Conservation Laws in Physics to Know for AP Physics C: Mechanics (2025)
What You Need to Know
Conservation laws let you skip force-by-force dynamics when the right conditions hold. On AP Physics C: Mechanics, the big three are:
- Linear momentum (collisions/explosions, recoil, center of mass motion)
- Mechanical energy (work-energy + conservative forces)
- Angular momentum (rotation, point masses, changing radius, no external torque)
Core idea (the “when can I conserve?” test)

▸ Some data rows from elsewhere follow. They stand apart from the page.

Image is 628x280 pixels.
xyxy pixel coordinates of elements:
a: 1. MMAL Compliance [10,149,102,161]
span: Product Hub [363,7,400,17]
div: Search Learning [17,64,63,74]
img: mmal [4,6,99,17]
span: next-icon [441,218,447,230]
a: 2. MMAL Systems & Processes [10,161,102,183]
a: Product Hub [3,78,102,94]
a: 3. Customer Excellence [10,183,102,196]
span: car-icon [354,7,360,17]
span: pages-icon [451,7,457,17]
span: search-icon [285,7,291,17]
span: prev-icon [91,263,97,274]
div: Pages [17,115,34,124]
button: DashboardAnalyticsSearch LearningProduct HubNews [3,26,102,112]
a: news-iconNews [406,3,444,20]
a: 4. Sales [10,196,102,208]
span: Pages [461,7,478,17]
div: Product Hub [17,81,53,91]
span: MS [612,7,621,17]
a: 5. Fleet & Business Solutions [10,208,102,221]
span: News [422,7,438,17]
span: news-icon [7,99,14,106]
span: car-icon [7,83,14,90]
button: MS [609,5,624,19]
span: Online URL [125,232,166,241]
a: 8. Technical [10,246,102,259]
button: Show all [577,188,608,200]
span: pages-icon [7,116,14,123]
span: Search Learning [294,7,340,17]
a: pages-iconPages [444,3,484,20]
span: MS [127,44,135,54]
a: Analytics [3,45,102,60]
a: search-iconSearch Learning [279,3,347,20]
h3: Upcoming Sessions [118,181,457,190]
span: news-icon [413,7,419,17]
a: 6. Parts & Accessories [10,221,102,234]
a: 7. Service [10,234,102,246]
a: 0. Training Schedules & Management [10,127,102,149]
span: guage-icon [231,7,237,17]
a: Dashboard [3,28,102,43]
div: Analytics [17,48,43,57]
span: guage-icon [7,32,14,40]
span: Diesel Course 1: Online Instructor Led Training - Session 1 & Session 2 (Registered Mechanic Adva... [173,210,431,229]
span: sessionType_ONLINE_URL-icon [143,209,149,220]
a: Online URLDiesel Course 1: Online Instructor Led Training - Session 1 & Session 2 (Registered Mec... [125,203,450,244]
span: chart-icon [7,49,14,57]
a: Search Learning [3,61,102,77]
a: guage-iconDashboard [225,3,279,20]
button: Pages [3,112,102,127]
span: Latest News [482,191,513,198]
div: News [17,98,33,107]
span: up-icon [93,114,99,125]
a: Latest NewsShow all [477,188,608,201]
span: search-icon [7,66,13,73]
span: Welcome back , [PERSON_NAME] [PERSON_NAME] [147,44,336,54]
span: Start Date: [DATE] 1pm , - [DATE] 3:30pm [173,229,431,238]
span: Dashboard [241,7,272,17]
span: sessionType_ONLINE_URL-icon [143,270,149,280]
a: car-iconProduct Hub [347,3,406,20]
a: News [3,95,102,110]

A quantity is conserved when the corresponding external influence is zero for your chosen system:
- Momentum conserved if net external impulse is zero:
- Angular momentum conserved about a point/axis if net external torque is zero:
- Mechanical energy conserved if only conservative forces do work (or ):
Exam mantra: You don’t “choose” a conservation law because it’s convenient; you check the conditions, then use it.
Definitions you must be fluent with
- Momentum:
- System momentum:
- Impulse:
- Work-energy theorem:
- Mechanical energy:
- Angular momentum (particle about origin):
- Angular momentum (rigid body about fixed axis):
Step-by-Step Breakdown
A. Momentum conservation problems (collisions/explosions)
- Choose the system (often both interacting objects). Decide if external forces are negligible during the short interaction time.
- Check impulse condition: if over the collision/explosion, then .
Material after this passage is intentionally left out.